The disadvantages are:

- Open source only. This isn't for your private proprietary projects, they do allow "some exceptions" but this is for things like the terraform config for your project website when the rest of the project is on codeberg anyway, rather than open core or "I have my open and closed projects in the one place"


> Maintained by a non-profit so immune from the "We need to make money so we're going proprietary" trend

In principle you are right, but there are regulatory capture scenarios that can undermine that so it is still important to keep paying attention. Speaking as someone who is still baffled by how Mozilla fired I-don't-know-how-many people while still paying the top board members millions a year.

Non-profits are still better than any other currently existing legal construction I can think of though


Are you by any chance making a confusion between the Mozilla Corporation and the Mozilla Foundation? The former is the for profit organization that pays most of the developers of the browser and adjacent projects. The foundation is largely meaningless at this point (in my opinion) and serves little purpose outside of providing a good PR talking point.


If I am then that is only by their own design of splitting these things, don't blame me for that.

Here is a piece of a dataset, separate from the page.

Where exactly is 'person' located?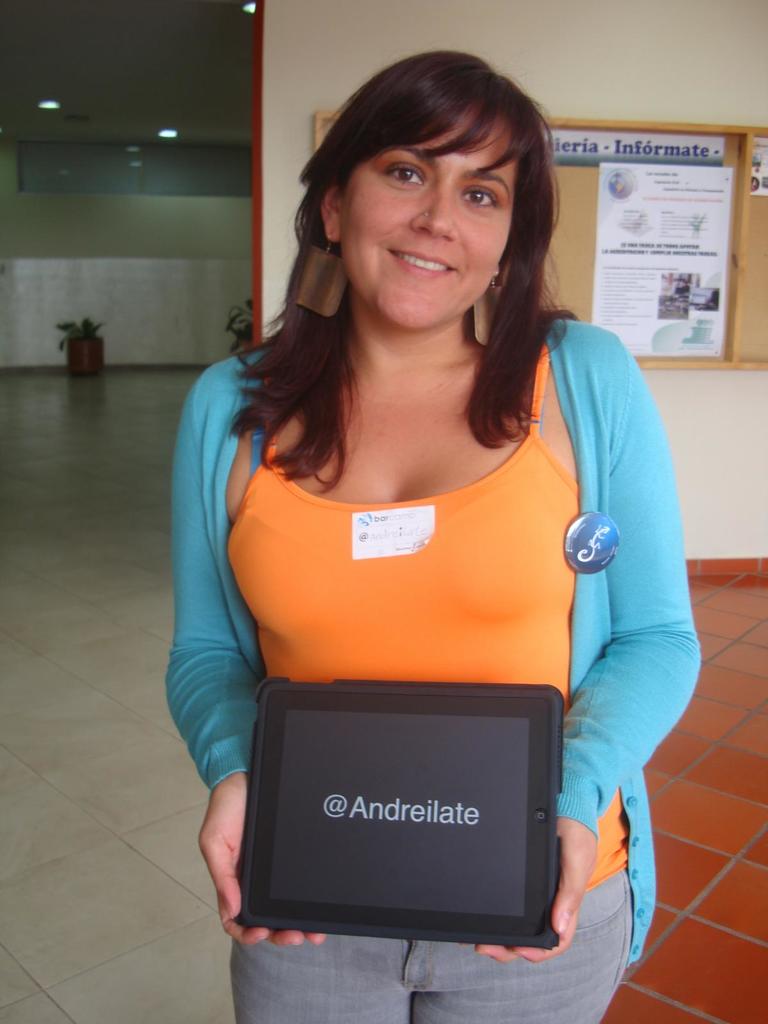
Its bounding box is box(157, 47, 707, 1023).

> - Does not require consenting to copilot training on your code

What's to stop Microsoft from training it on code outside of Github?

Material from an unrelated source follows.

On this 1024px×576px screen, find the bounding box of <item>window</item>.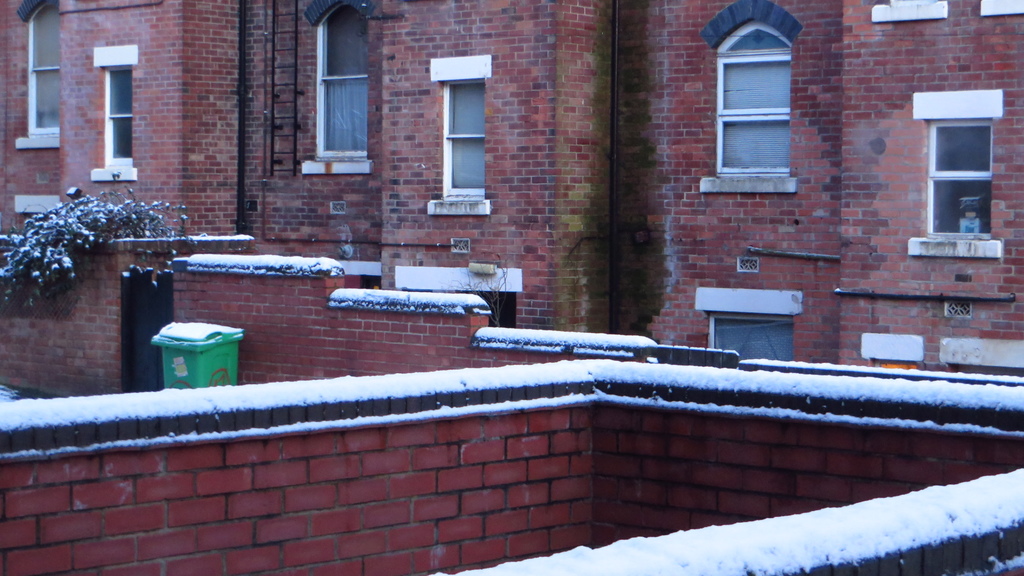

> Hosted in Europe and held to EU privacy laws

Not only hosted in EU, but also by a EU legal entity. This is an important distinction under GDPR.


Unlike Github they're entirely open source and they're registered as an e.V. (eingetragener Verein), the German version of a non-profit volunteer association that generally cannot engage in commercial activities.

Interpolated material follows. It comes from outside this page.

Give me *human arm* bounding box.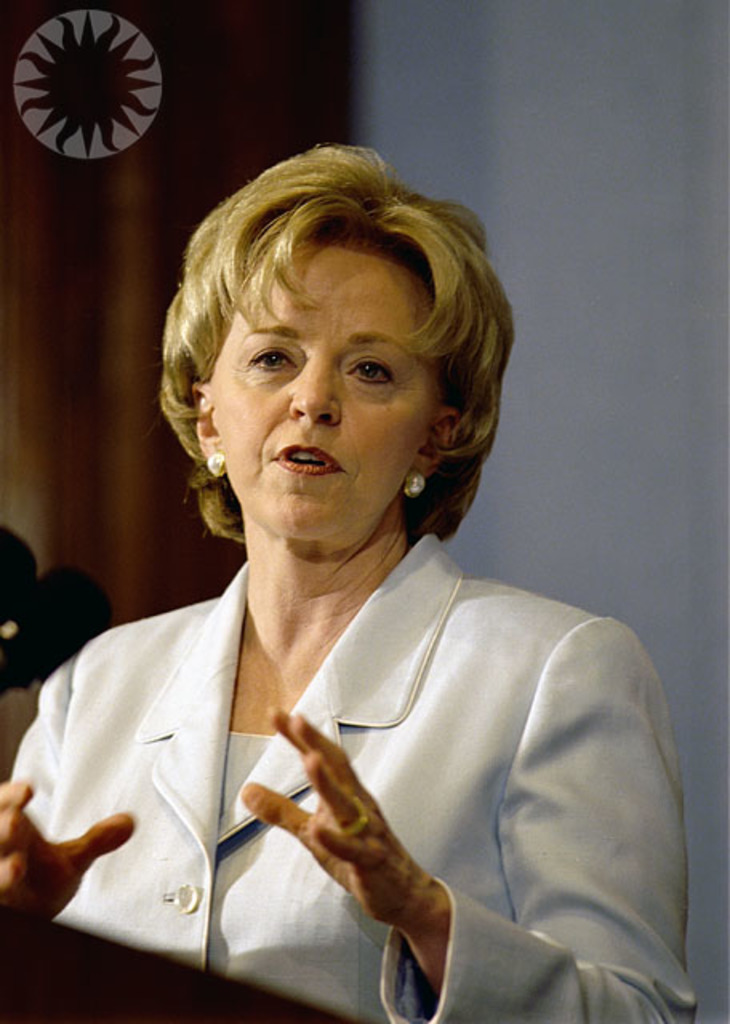
<bbox>235, 611, 703, 1019</bbox>.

Not everyone can afford to self host a secure Gitea. Codeberg is a non-profit (German e.V.) that is a libre alternative to github/gitlab/bitbucket and has special focus on privacy and data protection. A close example would be OSM foundation.


> Not everyone can afford to self host a secure Gitea.

..what??


A VPS to do that is $120/yr. While nothing for a professionally employed software developer in the west, some of us contributed to open source back when we were broke high schoolers and would like the current generation to be able to also, while others have less fortunate economic situations.

Also let's say 4 hours/month of amortised maintenence. Some people just aren't willing to spend that time, and while I self host a lot, I can't blame them


> A VPS to do that is $120/yr

Minor nitpick: I've been running gitea on a $5/mo VPS for a few dozen personal projects and it's incredibly performant. I was also a starving student once and I appreciated the people who supported open source before me. Now I support dozens (with time AND money) as well!

Also, maybe aliquot's question was more about the "secure"?


I’m running a Gitea instance (along with other stuff) on a $3.25 per month ($39 per year) VPS with zero maintenance thanks to Debian security auto-updates and Certbot.

Alternatively, you could use a RasPi, or whatever hardware you have at home, with a free DynDNS service.


It is based in Germany, thus entirely immune to DMCA takedowns.

Note: codeberg was founded by a developer who received a DMCA takedown on GitHub.